You’ve seen them stacked six high on cargo ships pulling into port, the multi-colored mosaic of corrugated metal boxes carrying products from the other end of the ocean. Built for seamless transition between ships, trucks and trains, the standard size for these crates of steel or aluminum is usually 20-feet long. Worldwide, there’s the equivalent of 34.5 million at that length.
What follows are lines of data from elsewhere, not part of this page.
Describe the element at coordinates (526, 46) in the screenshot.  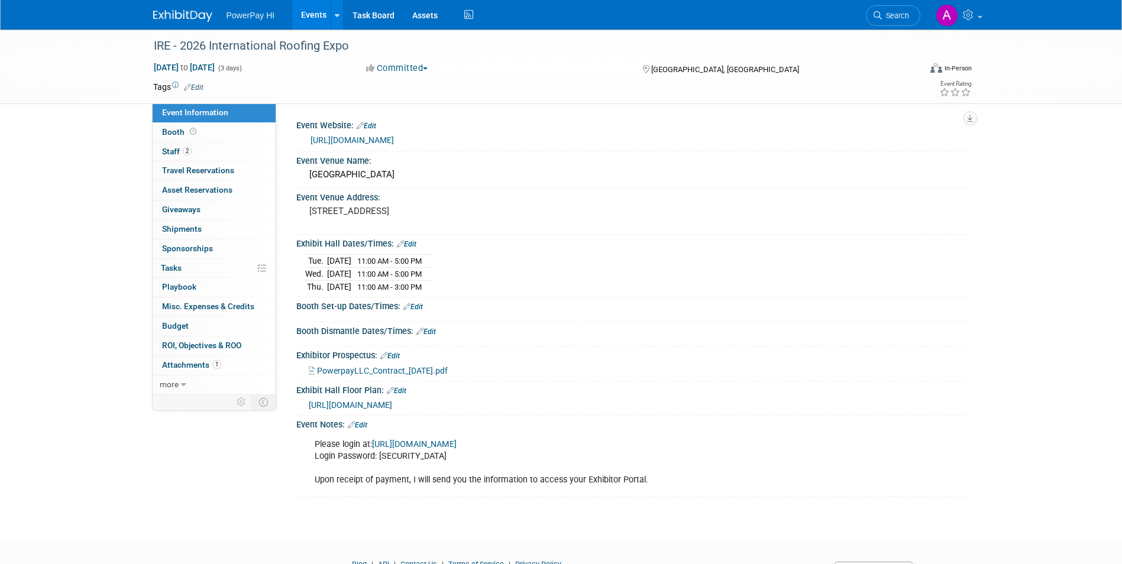
I see `div: IRE - 2026 International Roofing Expo` at that location.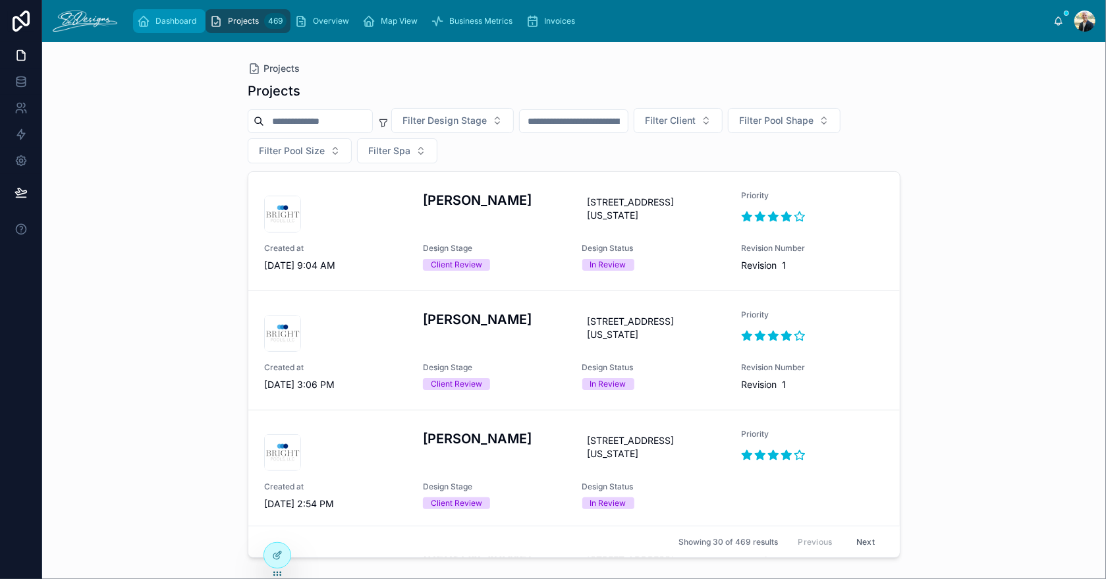  Describe the element at coordinates (331, 21) in the screenshot. I see `span: Overview` at that location.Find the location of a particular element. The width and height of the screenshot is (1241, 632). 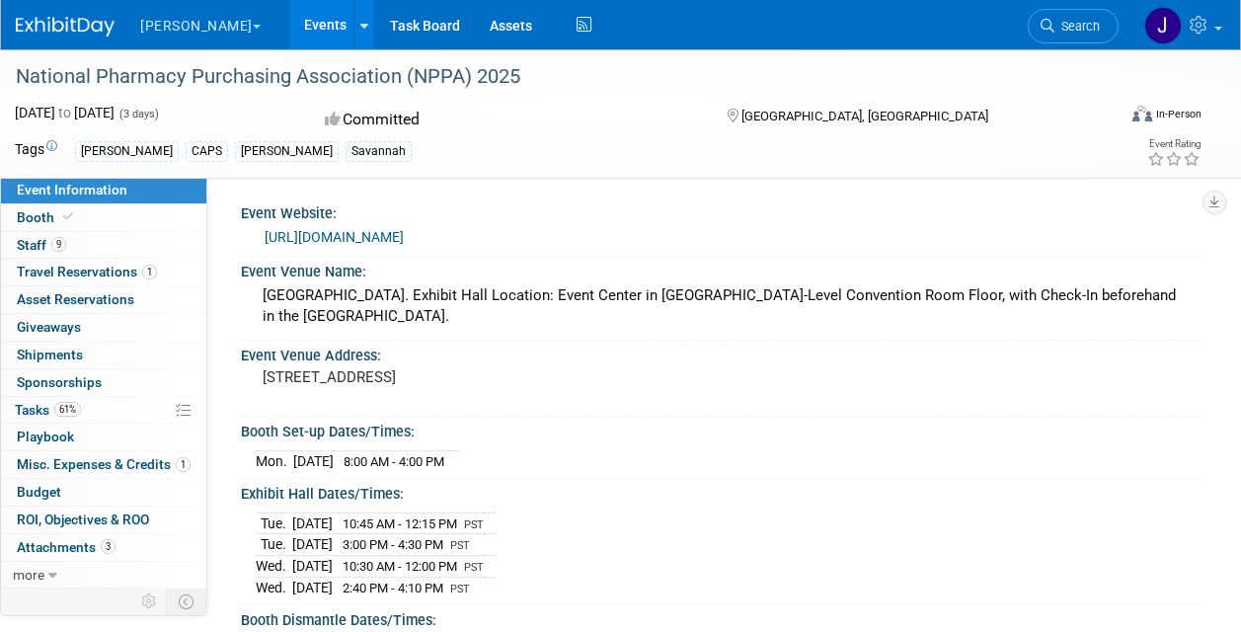

img: Judy Marushak is located at coordinates (1163, 26).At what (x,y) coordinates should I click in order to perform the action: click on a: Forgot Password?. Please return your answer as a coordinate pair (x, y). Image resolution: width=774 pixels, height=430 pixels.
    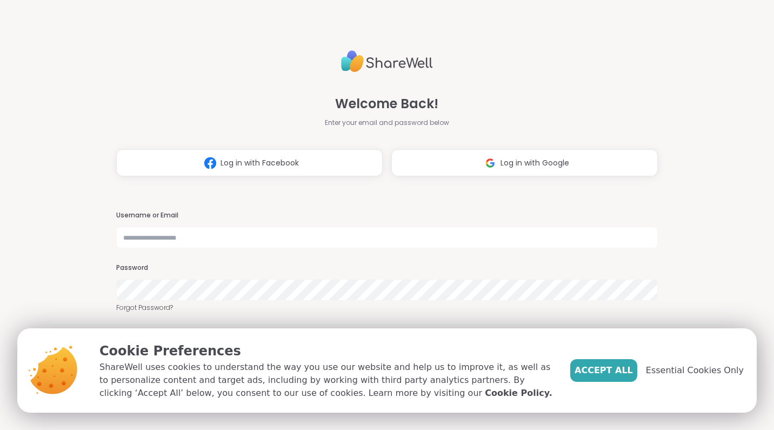
    Looking at the image, I should click on (387, 308).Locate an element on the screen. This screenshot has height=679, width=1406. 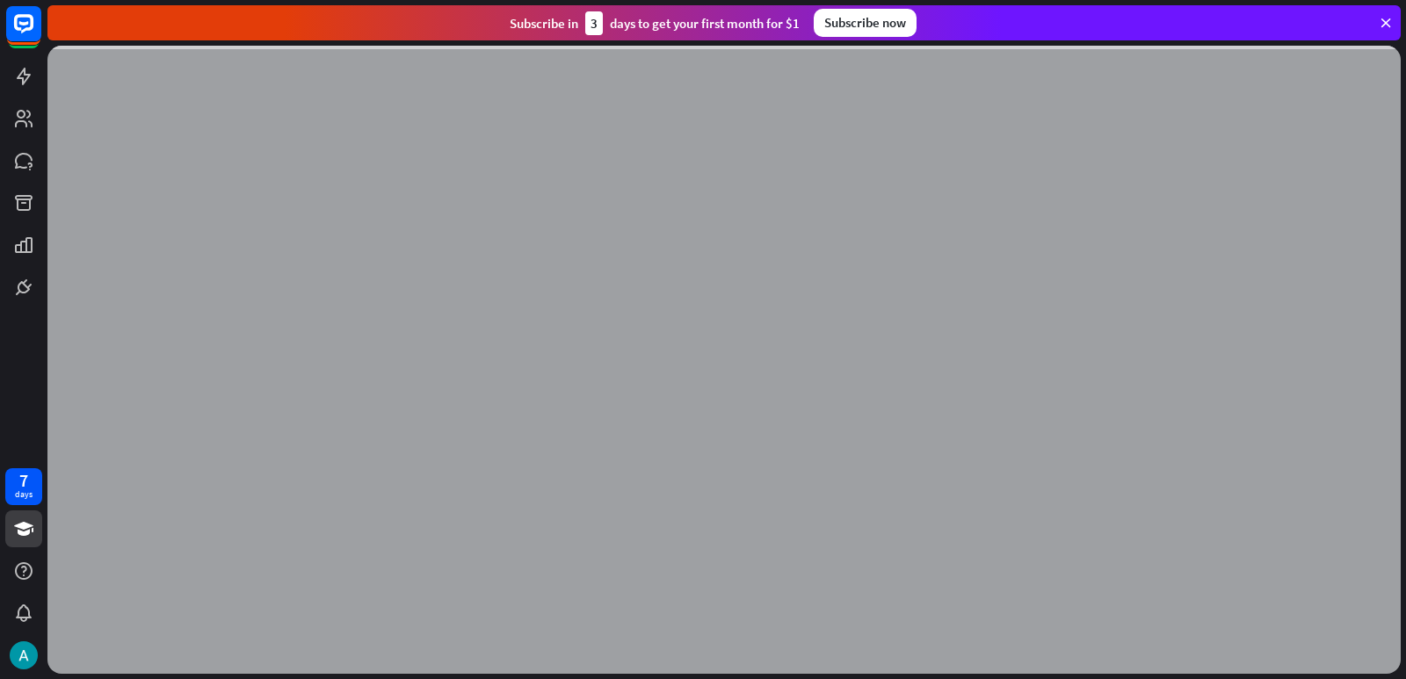
div: 7 is located at coordinates (24, 481).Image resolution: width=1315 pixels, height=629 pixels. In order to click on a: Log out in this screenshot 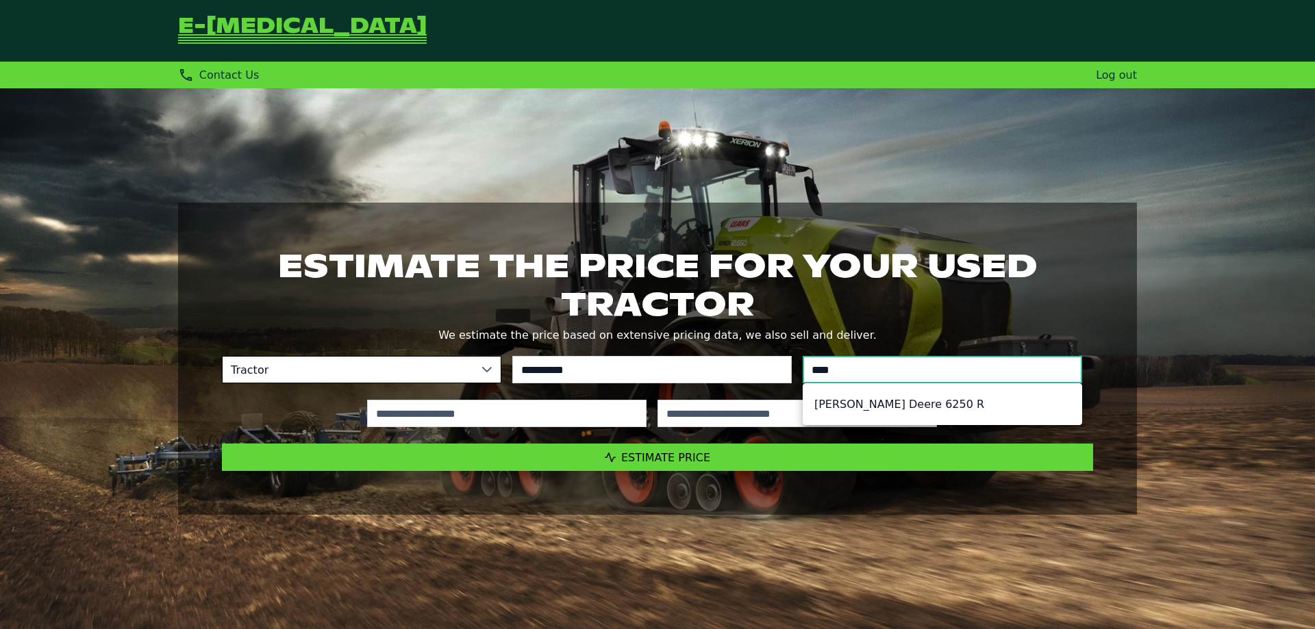, I will do `click(1116, 75)`.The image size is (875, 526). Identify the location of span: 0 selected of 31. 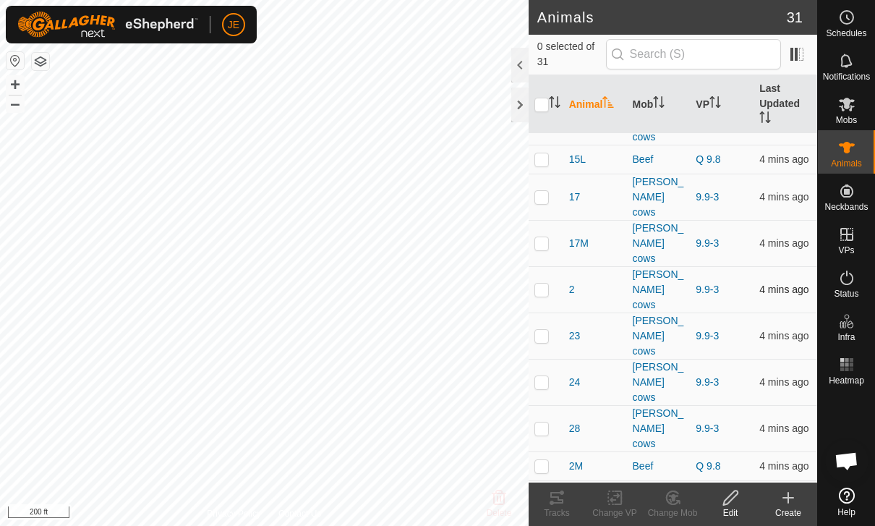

The container’s best asset is its near-endless reusability, a quality that’s attracted those outside the maritime industry. We at NationSwell have written before about how these boxes revitalized downtown Cleveland by lining empty parking lots with pop-up shops, how a homeless man lived in one while he cleaned up a Southern California beach, and how they could be converted into solar power cubes. Seemingly all-purpose, we decided to look into some of the other surprising ways shipping containers are being (re)used to solve social problems. Here’s three inspiring projects we found:

Urban Agriculture

The United States imported more than $100 billion in food in 2013, the bulk of which is grown overseas in places like China, India, France and Chile. Rather than having our produce shipped to us in a container, two Massachusetts entrepreneurs — Brad McNamara and Jon Friedman — converted the boxes into Freight Farms. Inside their containers, dense stacks of plants and vegetables grow hydroponically, meaning their roots reach into a mineral-rich solution rather than dirt. “Our goal was to create a system that works the same in Alaska as it does in Dallas,” Friedman tells Outside magazine. It’s all controlled by computer — the intensity of the LED grow lights, the water’s pH balance, the density of nutrients released through the irrigation system — so crops can grow year-round. “Each farm is a WiFi-enabled hotspot, so your farm gets put down, it’s plugged in and it’s immediately on the web,” McNamara tells the local public radio station. Using a mobile app, farmers can set alerts and alarms. “So if you’re at home and it’s really cold outside, your farm’s covered in snow, you don’t actually have to leave your house to go check on things,” he adds. Each container can produce the equivalent of one acre’s worth of food.

Commercial Redevelopment

Reclaiming industrial materials is often a go-to for urban redevelopment. On the Jersey Shore, shipping containers that might have once been docked in the Newark Bay ports are being converted into stores and artists studios on the beach. In Asbury Park, N.J., Eddie Catalano sells ice cream; on a boardwalk nearby, another container run by Sari Perlstein offers boutique clothing. “I actually never thought it would be possible to get all the equipment that I need in such a small space,” Catalano tells the local paper. “Lo and behold, six years later, it works. It definitely works.” He says the structures aren’t the “most attractive,” but they’re highly functional. “It handles the elements well, it handles the weather well,” he adds. During Hurricane Sandy, the big box stayed firm on the boardwalk. Perlstein’s brick-and-mortar store, on the other hand, wasn’t spared from the flooding. It’s why she moved her operation into the box on the boardwalk. Now, “if there were a horrific storm we can get a crane and move that thing off. We can take it away,” she says. “That is a plus. Because if it was a building again, you’d just wave it goodbye.”

Homes for the Homeless

Hardy structures, watertight and designed not to rust, shipping containers have been proposed as a solution to our housing crunch. In Myrtle Beach, S.C., the Veterans Housing Development, a recently founded nonprofit, is refurbishing shipping containers into a permanent place for homeless veterans to stay. “Anyone notices and sees homeless veterans on street corners and in tent cities around the Horry County area, and around the country. … I have a passion for this because I hate seeing veterans out there on the streets,” Brad Jordan, a disabled veteran and the nonprofit’s executive director, tells The State. “There’s a lot of funding available for veterans housing, but not a lot of housing available.” The group recently finished their first one-bedroom home and displayed it at a fundraiser. Their ultimate goal is to create a gated village somewhere in town, “a secure and safe environment with programs that are going to assist the veterans,” Jordan adds. “If we build 40 [homes], there would be 40 filled tomorrow. The need is there.”